Military Leaders Issue Warning Of Reemergence Of al Qaeda Terrorist Group

Top leaders in the U.S. military have issued a warning stating that it is possible terrorist group al Qaeda could end up strengthening itself in Afghanistan and once again threaten the American homeland in as little as a year, going on to testify that “over-the-horizon” operations will end up being very difficult, though not impossible.

Secretary of Defense Lloyd Austin, along with Joint Chiefs of Staff Chairman Gen. Mark Milley and Gen. Kenneth “Frank” McKenzie, commander of U.S. Central Command, gave testimony on Tuesday before the Senate Armed Services Committee.

“The Taliban was and remains a terrorist organization and they still have not broken ties with al Qaeda … A reconstituted al Qaeda or ISIS with aspirations to attack the United States is a very real possibility, and those conditions to include activities in ungoverned spaces could present themselves in the next 12 to 36 months,” Milley went on to warn during his testimony.

via Washington Examiner:

Other members of the intelligence community have echoed a similar sentiment in the previous month.

Milley said the U.S.’s counterterrorism mission “will be much harder now but not impossible.”

He also said the military’s task to defeat terrorist threats in Afghanistan has gotten harder and that terrorists now have “more ability.”

Milley said it was “too early to tell” whether there was a greater terrorist threat in Afghanistan, arguing, “We’ve probably got about six months here to sort this out and see which direction things are going to go.”

Milley then admitted that the Taliban takeover of Afghanistan “makes it much more difficult for us to conduct intelligence, surveillance, reconnaissance find-fix functions.” He then added that “there is still” a human intelligence network that exists in the country.

“Over-the-horizon operations are difficult but absolutely possible,” Austin said in his testimony.

“The administration is telling the American people that the plan to deal with these threats is something called ‘over-the-horizon counterterrorism’ and that we do these types of operations elsewhere around the world,” countered Sen. Jim Inhofe, an Oklahoma Republican. “That’s misleading at best and dishonest at worst,” he continued.

“There is no plan. We have no reliable partners on the ground. We have no bases nearby,” he added.

Al Qaeda is still in Afghanistan,” the Joint Chiefs of Staff Chairman said. “I believe they have aspirations to reconstitute, and if they develop the capability, I believe they have aspirations to strike … I think al Qaeda is at war with the United States still.”

“McKenzie pointed to prison breaks at Bagram Air Base and the Afghan National Detention Facility in Kabul as swelling terrorist ranks,” the Washington Examiner reported, adding, “When asked if he was confident the U.S. could prevent al Qaeda and ISIS from using Afghanistan as a launchpad for terrorist activity, McKenzie was noncommittal.”

“I think that’s yet to be seen,” McKenzie responded.

“We’re always going to reserve the right to go in to go after ISIS and al Qaeda targets as they present themselves … It will not be easy to do that. It will be possible to do that,” he continued.

Milley then stated that the “war on terror” was “absolutely not” over, and then McKenzie went on to argue that “the war on terror is not over, and the war in Afghanistan is not over either.”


» **Exercise goal**
Restate word for word the lines from the one bearing "At what (x,y)" through the end of the entries below, and leave every picture out.

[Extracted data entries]
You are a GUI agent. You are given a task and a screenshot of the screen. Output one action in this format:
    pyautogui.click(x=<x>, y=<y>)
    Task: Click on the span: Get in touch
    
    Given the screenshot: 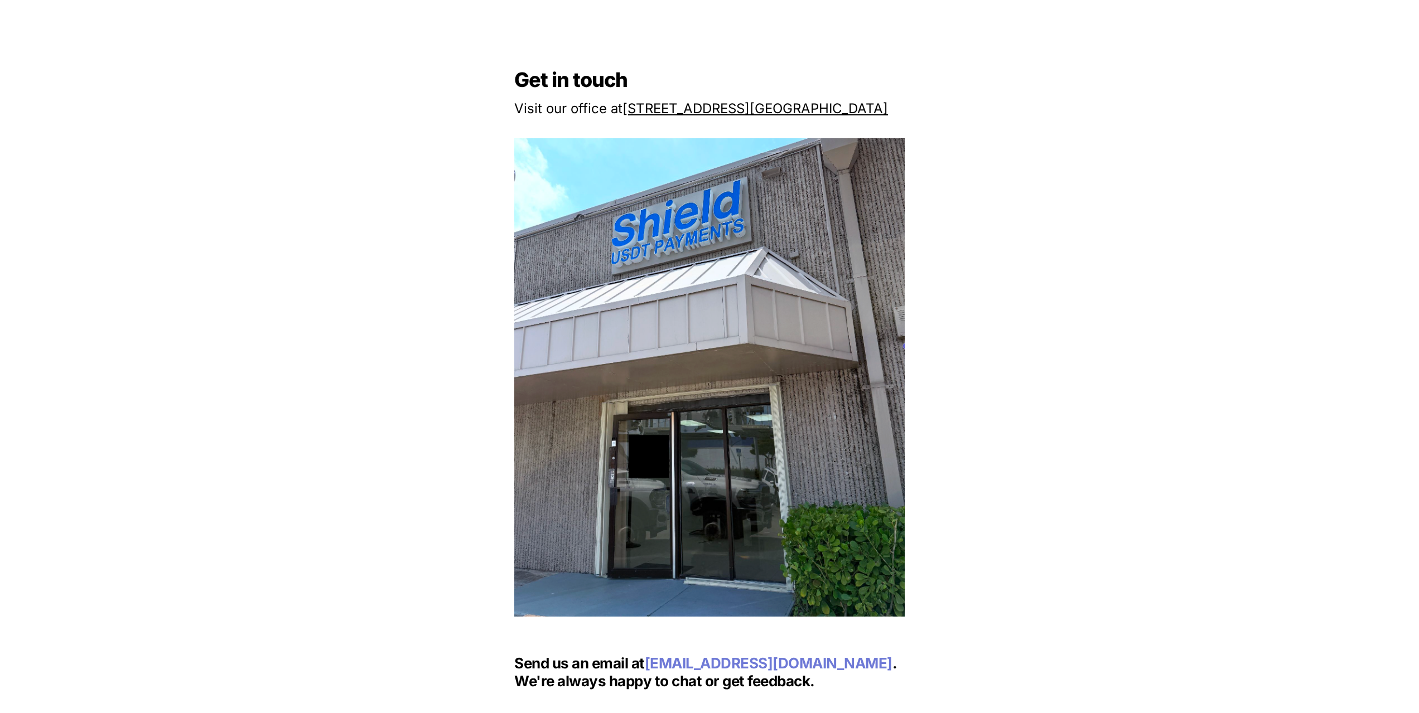 What is the action you would take?
    pyautogui.click(x=571, y=80)
    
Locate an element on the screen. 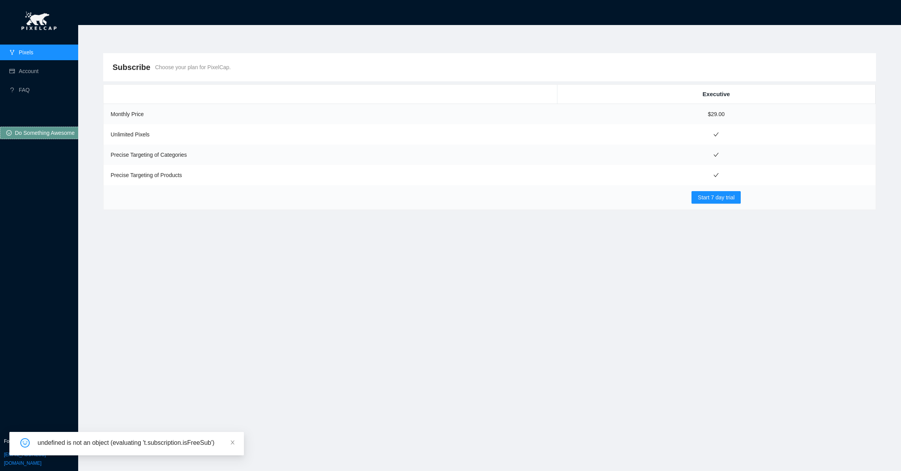  div: undefined is not an object (evaluating 't.subscription.isFreeSub') is located at coordinates (136, 443).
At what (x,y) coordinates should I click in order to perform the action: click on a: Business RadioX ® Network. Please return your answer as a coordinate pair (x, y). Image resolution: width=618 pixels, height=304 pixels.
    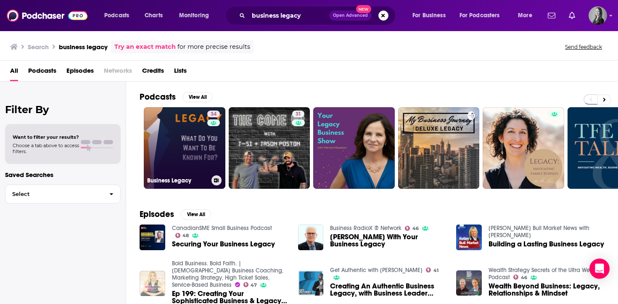
    Looking at the image, I should click on (365, 228).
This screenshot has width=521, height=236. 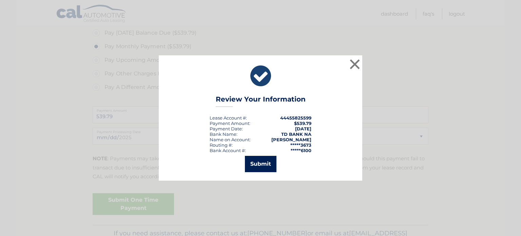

» **Reply**
At what (x,y) coordinates should I click in order to perform the action: click on a: Business RadioX ® Network. Please return your answer as a coordinate pair (x, y). Image resolution: width=618 pixels, height=304 pixels.
    Looking at the image, I should click on (365, 228).
This screenshot has width=521, height=236. 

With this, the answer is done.